Aligning Field and SHIFT Data

import pandas as pd
 import geopandas as gdp
 import rioxarray as rxr
 import xarray as xr
 import rasterio as rio
 import numpy as np
 import sys
 sys.path.append('/efs/SHIFT-Python-Utilities/')
 from shift_python_utilities.intake_shift import shift_catalog
 from joblib import Parallel, delayed
 import holoviews as hv
 hv.extension('bokeh')
 import hvplot.xarray

 cat = shift_catalog()
  • Read in our field data csv using Pandas

  • Convert the dataframe to a Geopandas dataframe using the latitudes and longitudes

  • Remove sites missing lattitudes and longitudes

  • Filter sites by target type. For this dataset we are only interested in the soil and canopy targets

df = pd.read_csv('/efs/edlang1/FieldData_yangello_DAAC.csv')

gdf = gdp.GeoDataFrame(
    df, geometry=gdp.points_from_xy(df.longitude, df.latitude), crs="EPSG:4326"
)

# Filter out sites missing lat/lon values
gdf = gdf[~np.isnan(np.asarray(gdf.latitude))].reset_index(drop=True)

# Filter by target type
gdf = gdf[(gdf.target_type == 'Canopy') | (gdf.target_type == "Soil")].reset_index(drop=True)
gdf
../_images/dataframe.png

Georeference our SHIFT data

ds = cat.aviris_v1_gridded().read_chunked()
ds.rio.write_crs(rio.CRS.from_wkt(",".join(ds.attrs['coordinate system string'])), inplace=True)
ds.rio.crs

Our field sites are 30 by 30 meter grids:

  • Convert the geodataframe’s CRS to UTM so it is meter based instead of degrees.

  • Using Shapely, create a 15 meter square (cap_style of 3) buffer around our field sites.

gdf = gdf.to_crs(gdf.estimate_utm_crs())
# create a 30 by 30 square around each point
for i in range(len(gdf)):
    gdf.loc[i, 'geometry'] = gdf.iloc[i].geometry.buffer(15, cap_style=3)

The SHIFT data is sample in 5nm increments while our field data is sampled at 1nm increments. To align the datasets we will use our SHIFT wavelengths to filter our geodataframe.

field_data_df = gdf.filter(ds.wavelength.astype(int).astype(str).values)

Next, we are going to loop through our field sites:

  • Clip our dataset using our buffer polygon.

  • Reproject the clipped data area down to a single reflectance value.

Clipping and reprojecting each clipped area for every time is computationally intensive. We can parallelize the the reprojection process to increase the speed.

%%time

field_data = []
aviris_data = []
for ind, row in gdf.iterrows():

    field_area = ds.rio.clip([row.geometry], all_touched=False)

    def reproj(i):
        return field_area.reflectance.isel(time=i).transpose('wavelength', 'y', 'x').rio.reproject(field_area.rio.crs, shape=(1,1))

    temp = Parallel(n_jobs=4, prefer="threads")(delayed(reproj)(i) for i in range(field_area.time.__len__()))

    temp = xr.concat(temp, dim='time').to_dataset().squeeze().reflectance.values.T[None, ...]
    aviris_data += [temp]

    field_data += [np.asarray(field_data_df.iloc[ind])[...,None].T]

    print(f"Site: {row.unique_id} ({ind}) complete")

print()
field_data = np.concatenate(field_data, axis=0)
aviris_data = np.concatenate(aviris_data, axis=0)
../_images/timing.png

Once we have our data we can use the numpy arrays to create an xarray dataset.

coords = {'wavelength':(['wavelength'], ds.wavelength.values.astype(int)), 'site':(['site'], list(gdf.unique_id)), 'time':(ds['time'].values)}
data_vars = {'field_data':(['site', 'wavelength'], field_data), 'aviris_data':(['site', 'wavelength', 'time'], aviris_data)}

out_ds = xr.Dataset(data_vars=data_vars, coords=coords)
out_ds
../_images/xarray.png

Using the hvplot xarray extension we can plot the field and AVIRIS refelectance for each site and observe how the AVIRIS data compares to the field data at each recording date.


**What needs to be done**
Word for word, restate the lines from the one holding "Discover where <element>suit</element> is." through the end of the data below, including both endpoints and nothing more.

──────────

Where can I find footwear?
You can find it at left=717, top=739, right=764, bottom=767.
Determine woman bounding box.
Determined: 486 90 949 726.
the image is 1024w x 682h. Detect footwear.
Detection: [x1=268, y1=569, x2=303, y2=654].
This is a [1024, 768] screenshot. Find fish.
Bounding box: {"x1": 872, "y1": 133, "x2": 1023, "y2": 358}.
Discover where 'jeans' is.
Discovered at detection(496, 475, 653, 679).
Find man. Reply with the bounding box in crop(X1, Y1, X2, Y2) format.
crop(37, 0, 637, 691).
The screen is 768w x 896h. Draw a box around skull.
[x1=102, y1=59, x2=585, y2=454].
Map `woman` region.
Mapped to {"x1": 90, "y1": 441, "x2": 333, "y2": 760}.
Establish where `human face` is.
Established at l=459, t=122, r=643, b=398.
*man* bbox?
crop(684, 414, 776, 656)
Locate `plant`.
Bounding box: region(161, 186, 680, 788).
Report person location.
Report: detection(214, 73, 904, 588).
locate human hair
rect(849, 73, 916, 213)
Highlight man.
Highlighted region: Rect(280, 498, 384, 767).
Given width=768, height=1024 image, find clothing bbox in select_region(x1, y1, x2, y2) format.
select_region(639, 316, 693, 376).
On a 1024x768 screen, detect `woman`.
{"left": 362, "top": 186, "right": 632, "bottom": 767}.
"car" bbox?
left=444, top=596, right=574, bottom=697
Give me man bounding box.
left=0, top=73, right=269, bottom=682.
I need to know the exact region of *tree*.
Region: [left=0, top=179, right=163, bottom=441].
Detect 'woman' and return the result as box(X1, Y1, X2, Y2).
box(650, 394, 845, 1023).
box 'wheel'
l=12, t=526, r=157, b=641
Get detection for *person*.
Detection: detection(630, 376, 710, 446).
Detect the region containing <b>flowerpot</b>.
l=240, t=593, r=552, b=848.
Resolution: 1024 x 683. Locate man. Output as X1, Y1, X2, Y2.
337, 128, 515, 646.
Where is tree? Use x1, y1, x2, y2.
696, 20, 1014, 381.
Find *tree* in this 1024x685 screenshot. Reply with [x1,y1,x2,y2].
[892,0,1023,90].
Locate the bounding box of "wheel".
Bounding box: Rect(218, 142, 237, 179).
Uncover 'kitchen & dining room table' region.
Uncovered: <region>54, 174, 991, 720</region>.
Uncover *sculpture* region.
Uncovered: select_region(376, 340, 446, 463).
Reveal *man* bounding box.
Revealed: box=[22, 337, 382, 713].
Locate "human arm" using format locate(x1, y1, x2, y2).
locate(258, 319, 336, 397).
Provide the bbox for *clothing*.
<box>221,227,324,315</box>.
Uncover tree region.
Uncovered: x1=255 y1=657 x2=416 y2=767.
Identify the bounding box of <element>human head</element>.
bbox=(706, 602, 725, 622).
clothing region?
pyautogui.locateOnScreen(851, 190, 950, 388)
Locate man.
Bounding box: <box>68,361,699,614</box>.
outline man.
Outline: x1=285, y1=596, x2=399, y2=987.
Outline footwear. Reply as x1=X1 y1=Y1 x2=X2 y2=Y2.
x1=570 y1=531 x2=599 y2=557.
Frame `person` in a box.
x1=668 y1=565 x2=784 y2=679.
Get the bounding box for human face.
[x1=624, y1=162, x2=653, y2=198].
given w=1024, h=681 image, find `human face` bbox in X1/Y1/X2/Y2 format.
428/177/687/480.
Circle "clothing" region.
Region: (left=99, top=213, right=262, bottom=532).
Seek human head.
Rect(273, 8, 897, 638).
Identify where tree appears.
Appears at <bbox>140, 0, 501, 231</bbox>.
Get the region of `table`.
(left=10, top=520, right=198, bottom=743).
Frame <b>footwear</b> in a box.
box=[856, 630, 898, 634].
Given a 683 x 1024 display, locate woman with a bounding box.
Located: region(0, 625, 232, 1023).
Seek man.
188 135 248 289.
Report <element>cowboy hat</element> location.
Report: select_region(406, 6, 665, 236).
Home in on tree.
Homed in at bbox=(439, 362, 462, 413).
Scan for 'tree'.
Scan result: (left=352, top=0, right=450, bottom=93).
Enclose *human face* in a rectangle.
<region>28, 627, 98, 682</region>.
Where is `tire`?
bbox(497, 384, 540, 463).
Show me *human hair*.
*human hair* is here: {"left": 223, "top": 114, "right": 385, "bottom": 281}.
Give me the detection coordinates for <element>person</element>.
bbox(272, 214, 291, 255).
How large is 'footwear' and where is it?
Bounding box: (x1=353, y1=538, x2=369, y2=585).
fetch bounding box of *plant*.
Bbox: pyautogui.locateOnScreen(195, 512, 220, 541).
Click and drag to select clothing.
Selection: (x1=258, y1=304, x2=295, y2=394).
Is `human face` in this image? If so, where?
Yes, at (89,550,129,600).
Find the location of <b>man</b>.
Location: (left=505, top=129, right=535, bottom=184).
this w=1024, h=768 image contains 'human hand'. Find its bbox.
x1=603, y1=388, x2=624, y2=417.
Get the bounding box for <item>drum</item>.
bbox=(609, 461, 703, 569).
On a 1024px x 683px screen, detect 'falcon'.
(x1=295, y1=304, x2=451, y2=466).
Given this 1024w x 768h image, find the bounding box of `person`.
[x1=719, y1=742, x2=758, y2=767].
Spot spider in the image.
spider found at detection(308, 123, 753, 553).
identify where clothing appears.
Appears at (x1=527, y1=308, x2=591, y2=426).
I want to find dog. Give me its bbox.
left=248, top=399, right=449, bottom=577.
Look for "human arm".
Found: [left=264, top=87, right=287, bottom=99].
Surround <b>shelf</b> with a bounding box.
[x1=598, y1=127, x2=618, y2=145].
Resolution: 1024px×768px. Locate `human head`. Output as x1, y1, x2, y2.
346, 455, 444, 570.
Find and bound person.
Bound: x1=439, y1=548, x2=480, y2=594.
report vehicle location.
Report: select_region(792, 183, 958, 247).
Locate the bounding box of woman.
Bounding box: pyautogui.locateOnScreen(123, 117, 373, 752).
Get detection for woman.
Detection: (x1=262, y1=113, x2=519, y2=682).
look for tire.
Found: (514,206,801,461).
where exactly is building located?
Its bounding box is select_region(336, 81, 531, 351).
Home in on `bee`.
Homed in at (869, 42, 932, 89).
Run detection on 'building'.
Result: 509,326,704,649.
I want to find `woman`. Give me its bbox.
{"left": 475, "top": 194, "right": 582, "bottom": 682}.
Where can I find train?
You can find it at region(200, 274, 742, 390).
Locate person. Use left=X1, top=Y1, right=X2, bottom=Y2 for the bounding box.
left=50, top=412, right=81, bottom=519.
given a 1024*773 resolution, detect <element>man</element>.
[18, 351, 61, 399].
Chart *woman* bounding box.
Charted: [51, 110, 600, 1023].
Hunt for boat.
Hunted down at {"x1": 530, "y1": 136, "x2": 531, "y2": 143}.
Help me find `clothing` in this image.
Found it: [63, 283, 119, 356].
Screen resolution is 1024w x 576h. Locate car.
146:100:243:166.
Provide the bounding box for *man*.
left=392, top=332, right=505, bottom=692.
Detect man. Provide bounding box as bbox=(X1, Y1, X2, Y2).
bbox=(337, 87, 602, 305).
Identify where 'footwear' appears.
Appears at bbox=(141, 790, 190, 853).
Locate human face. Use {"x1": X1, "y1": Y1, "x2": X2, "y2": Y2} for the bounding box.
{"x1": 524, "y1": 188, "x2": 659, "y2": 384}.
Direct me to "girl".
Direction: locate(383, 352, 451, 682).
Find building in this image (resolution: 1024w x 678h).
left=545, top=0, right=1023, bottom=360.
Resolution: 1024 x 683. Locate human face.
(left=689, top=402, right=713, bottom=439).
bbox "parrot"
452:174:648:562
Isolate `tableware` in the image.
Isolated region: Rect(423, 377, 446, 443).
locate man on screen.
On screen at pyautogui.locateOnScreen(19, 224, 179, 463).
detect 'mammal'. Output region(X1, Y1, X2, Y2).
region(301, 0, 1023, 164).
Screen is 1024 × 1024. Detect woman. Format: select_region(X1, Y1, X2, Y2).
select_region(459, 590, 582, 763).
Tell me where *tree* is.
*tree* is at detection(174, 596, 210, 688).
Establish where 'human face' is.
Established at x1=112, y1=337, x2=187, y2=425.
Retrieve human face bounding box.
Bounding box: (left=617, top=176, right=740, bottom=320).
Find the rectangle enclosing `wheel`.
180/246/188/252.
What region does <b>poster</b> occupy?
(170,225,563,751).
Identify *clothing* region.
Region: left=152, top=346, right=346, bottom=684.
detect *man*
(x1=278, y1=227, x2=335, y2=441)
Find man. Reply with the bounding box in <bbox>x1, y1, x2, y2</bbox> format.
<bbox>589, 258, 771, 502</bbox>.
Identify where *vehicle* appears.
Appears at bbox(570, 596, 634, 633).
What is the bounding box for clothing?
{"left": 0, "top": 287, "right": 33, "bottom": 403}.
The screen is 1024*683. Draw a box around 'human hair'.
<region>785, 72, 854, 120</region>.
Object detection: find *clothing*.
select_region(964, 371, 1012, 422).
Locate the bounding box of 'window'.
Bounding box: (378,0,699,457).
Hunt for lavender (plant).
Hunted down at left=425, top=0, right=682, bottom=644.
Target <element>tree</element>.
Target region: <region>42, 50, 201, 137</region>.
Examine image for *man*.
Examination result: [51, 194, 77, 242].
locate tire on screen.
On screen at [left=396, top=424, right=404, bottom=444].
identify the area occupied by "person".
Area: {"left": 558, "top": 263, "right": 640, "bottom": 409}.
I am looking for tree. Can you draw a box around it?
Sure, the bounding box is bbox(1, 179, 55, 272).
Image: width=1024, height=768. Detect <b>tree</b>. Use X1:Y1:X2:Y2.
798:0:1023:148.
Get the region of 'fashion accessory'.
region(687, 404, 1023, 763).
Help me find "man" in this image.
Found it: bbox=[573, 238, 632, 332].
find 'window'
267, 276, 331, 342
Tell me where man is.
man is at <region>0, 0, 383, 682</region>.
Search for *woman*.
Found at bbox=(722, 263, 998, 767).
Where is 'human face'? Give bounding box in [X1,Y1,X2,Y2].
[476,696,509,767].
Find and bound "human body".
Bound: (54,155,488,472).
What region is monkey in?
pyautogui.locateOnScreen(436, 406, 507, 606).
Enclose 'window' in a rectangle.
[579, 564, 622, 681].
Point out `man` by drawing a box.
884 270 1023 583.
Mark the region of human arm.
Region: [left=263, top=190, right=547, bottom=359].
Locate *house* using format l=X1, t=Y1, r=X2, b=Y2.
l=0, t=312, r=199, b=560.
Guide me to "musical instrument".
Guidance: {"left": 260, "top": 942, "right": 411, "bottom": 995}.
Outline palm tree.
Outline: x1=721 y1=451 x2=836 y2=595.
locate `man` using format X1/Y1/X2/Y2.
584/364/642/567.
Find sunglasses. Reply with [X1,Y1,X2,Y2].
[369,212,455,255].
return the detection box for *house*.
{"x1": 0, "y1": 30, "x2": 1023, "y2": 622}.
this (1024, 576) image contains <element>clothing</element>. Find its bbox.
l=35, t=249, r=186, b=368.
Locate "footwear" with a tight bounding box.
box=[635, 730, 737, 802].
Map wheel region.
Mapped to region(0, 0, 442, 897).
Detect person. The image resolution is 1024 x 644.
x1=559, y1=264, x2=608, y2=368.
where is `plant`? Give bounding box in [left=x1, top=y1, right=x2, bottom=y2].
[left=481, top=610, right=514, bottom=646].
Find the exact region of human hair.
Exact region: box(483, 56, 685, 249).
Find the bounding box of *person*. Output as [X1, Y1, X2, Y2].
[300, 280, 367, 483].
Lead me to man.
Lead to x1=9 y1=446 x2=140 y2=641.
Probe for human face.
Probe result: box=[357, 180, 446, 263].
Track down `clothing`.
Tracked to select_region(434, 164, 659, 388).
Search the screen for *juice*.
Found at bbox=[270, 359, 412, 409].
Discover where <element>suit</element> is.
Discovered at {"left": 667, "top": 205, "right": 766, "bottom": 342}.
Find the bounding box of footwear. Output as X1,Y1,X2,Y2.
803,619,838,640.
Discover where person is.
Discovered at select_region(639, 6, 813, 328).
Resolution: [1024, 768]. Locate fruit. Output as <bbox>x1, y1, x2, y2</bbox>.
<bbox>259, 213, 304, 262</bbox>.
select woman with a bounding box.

──────────

**Result for this task**
Discover where <element>suit</element> is.
Discovered at {"left": 667, "top": 205, "right": 766, "bottom": 342}.
Find the bounding box of footwear. Output as X1,Y1,X2,Y2.
803,619,838,640.
Discover where person is.
Discovered at select_region(639, 6, 813, 328).
Resolution: [1024, 768]. Locate fruit. Output as <bbox>x1, y1, x2, y2</bbox>.
<bbox>259, 213, 304, 262</bbox>.
select woman with a bounding box.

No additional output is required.